BARCELONA – The therapeutic setting for individual psychotherapy has shifted over the years from the analytic couch, with the therapist discretely tucked out of sight, to facing chairs, a similarly sedentary format. The next evolutionary development might be to plop a patient with posttraumatic stress disorder on an exercise treadmill and don a virtual reality helmet to engage in an interactive motion-assisted form of psychotherapy in which the therapist stands alongside the walking patient while providing guidance on processing traumatic memories, Eric Vermetten, MD, PhD, said at the annual congress of the European College of Neuropsychopharmacology.
He and his colleagues have developed an innovative approach to delivering trauma-focused psychotherapy.
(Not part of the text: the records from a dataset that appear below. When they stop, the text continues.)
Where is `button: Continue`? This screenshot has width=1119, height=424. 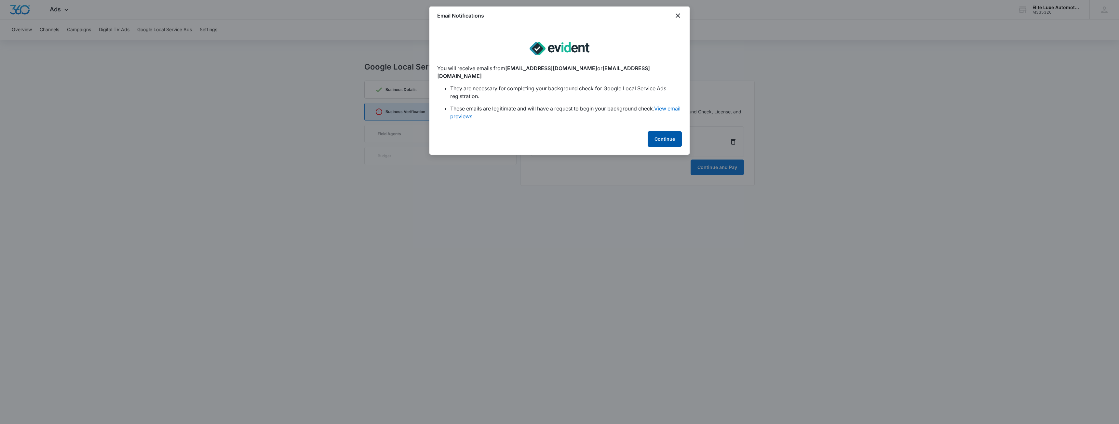 button: Continue is located at coordinates (664, 139).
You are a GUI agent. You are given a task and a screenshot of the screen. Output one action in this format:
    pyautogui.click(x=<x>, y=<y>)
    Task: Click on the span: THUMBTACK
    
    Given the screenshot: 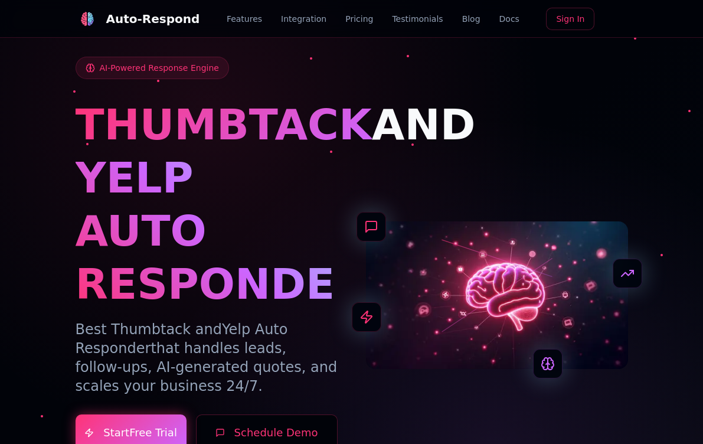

They call it Multimodular Motion-Assisted Memory Desensitization and Reconsolidation (3MDR), or more informally, “walk and talk therapy,” explained Dr. Vermetten, professor of psychiatry at Leiden (the Netherlands) University and a military mental health researcher for the Dutch Ministry of Defense.
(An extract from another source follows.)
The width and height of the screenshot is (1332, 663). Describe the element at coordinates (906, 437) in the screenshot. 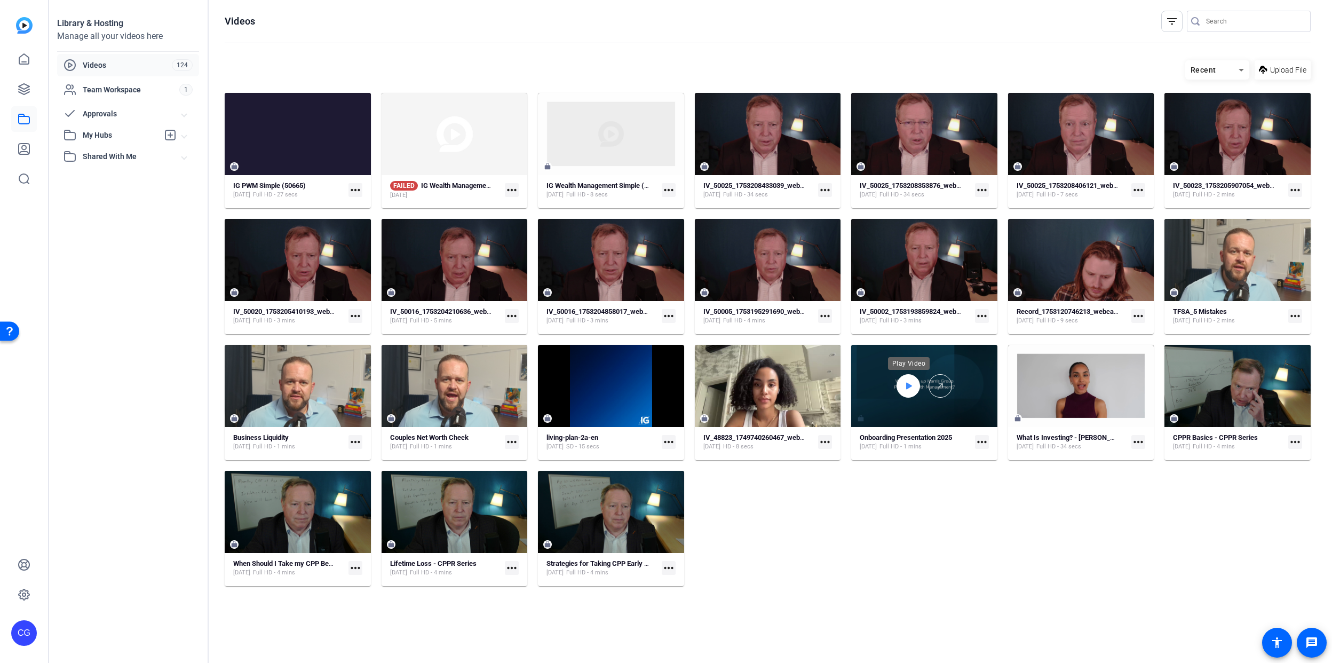

I see `strong: Onboarding Presentation 2025` at that location.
3MDR is a combination of personalized virtual reality using a headset, multisensory input using self-selected trauma-related pictures, and a dual-attention task borrowed from eye movement desensitization and reprocessing therapy, with treadmill walking throughout the treatment session.
3MDR is designed to boost this process of memory retrieval and reconsolidation by creating a more totally immersive patient experience intended to enhance treatment engagement and overcome behavioral avoidance. Through virtual reality, the PTSD patient literally walks toward his personal fear-related images.
Dr. Vermetten and his coinvestigators came up with 3MDR as a treatment designed for military veterans with chronic, combat-related, treatment-resistant PTSD. The impetus was the evident need for new and better forms of psychotherapy for such patients. Even though an array of evidence-based psychotherapies are available as guideline-recommended first-line treatments for PTSD, individuals with combat-related PTSD have a notoriously low response rate to these interventions, presumably because of the intensity and repetitive nature of their traumatic experiences. Indeed, up to two-thirds of veterans with PTSD experience substantial residual symptoms post treatment such that they still meet diagnostic criteria for the disorder.
3MDR is an amped up form of exposure-based therapy in which patients walk through a personalized virtual reality installation toward self-chosen trauma-related pictures of their deployment. The investigators developed this intensely immersive type of psychotherapy because they believe avoidance and lack of emotional engagement figure prominently in the low success rate of established forms of psychotherapy in combat-related PTSD. The treadmill walking aspect is considered key because of the large body of research showing that walking entails cognitive-motor interactions that facilitate problem solving, the psychiatrist explained.
The investigators recently published a detailed description of the therapeutic rationale for 3MDR and the nuts and bolts of the novel therapy (Front Psychiatry. 2018 May 4;9:176. doi: 10.3389/fpsyt.2018.00176). Early anecdotal experience has been positive. However, as cochair of the ECNP Traumatic Stress Network, Dr. Vermetten is acutely aware of the need to demonstrate efficacy in rigorous randomized controlled trials.
“This is a way psychotherapy can be shaped in the future. We’re collaborating with various centers across the globe now to see whether this is effective for treatment-resistant PTSD patients,” Dr. Vermetten said.
If those studies prove positive, it will be worthwhile to determine whether 3MDR also has a role as a first-line treatment for earlier-stage PTSD and for forms of the disorder unrelated to military combat, he added.
Funding for the project has been provided by the Dutch Ministry of Defense.